Rob Zombie is anything but safe with his career.
He has always felt compelled – or rather drawn – towards music and settings that would quite frankly terrify most artists.
His use of horror and the macabre is a theme that permeates through every release but try as he may throughout the years his love and blending of celluloid and music has always been lacking a touch when the decisive blow is meant to land.
That’s by no means discounting the man or his previous efforts which have all been fantastic but that bridge between cinematic scope and musical perfection has been tried countless times throughout history to varying levels of success.
That amalgamation is something that has always held pride of place on the large screen but when reduced to purely sonic value there has always been that something that seems to be missing.
Until now.
Zombie’s upcoming album The Lunar Injection Kool-Aid Eclipse Conspiracy, while being a mouthful to pronounce, is an album that delivers on every ounce of promise and effort from previous albums and strikes the perfect chord between a man experimenting with his vast array of talent and nailing it for everything he is worth.
Utilising all of his tricks from psychedelic interludes to voice-overs, loops, samples, breakdowns and guitar solos, Rob Zombie emerges triumphant here on an eclectic assortment of songs and interludes that is near faultless in its delivery.
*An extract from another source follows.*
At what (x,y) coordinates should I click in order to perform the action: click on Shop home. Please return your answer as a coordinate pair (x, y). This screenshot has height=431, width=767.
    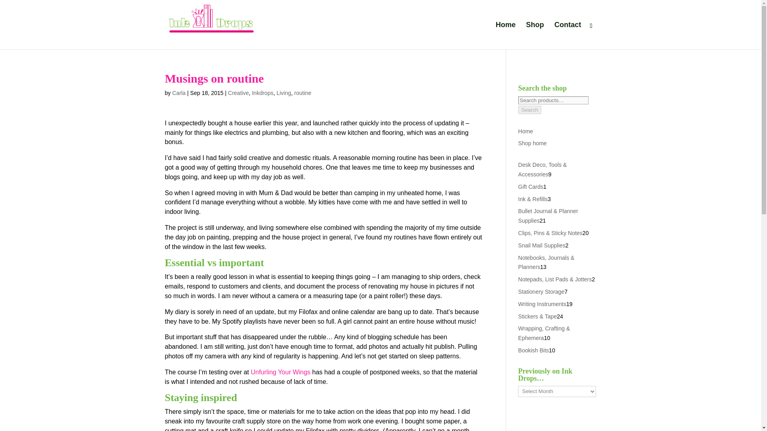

Every moment and nuance adds to the wizardry of this album, chopping and changing as heads would roll when struck by the razor-sharp blade of a guillotine.
This album is a journey into the depths of a sonic universe we may not yet be equipped to handle, such is its ferocity and unyielding and relentless assault on each sense.
Opening with “Expanding the Head of Zed”, Zombie attacks from the get-go with an almost operatic intro which gives way to spoken word and then all-out Zombie mayhem, setting the tone for the remainder of the album without giving away all of its secrets within.
Songs like “What You Gonna Do with That Gun Mama” with its almost Austen Powers style music showcase the lengths to which Zombie goes with his music. You can almost see the swirls of the time warp manifest before your eyes by way of your ears as the songs builds and transforms you into an almost hypnotic state that proves music can visualize where other senses see only darkness.
“The Ballad of Sleazy Rider” is an almost blues-tinged all-out rock affair while “Shadow of the Cemetery Man” is almost pop-like in its ability to entice moments of rhythmic dance from an otherwise pre-occupied mind and “The Satanic Rites of Blacula” with it’s almost preordained jam intro that descends into a crushing, almost ritualistic rock monster are album standouts.
Even the under-one-minute musical interludes of “A Brief Static Hum AndThen the Radio Blared”, “Hovering Over the Dull Earth” and “Shower of Stones” are poignant and perfectly placed to enhance the overall sound and feel of the album.
The whole album feels almost subliminal in nature, with rhythmic chanting and subtle distractions combining with an out and out brash rawness that supplies the complete package.
John 5 has obviously been given free rein to do as he pleases on this album with his guitar and revels in the freedom, while Zombie plays with his voice as if it is an extra on set – harnessing every emotion both seen and unseen and wrapping the entire package into a timeless display of cinematic musicianship.
Definitely a contender for album of the year!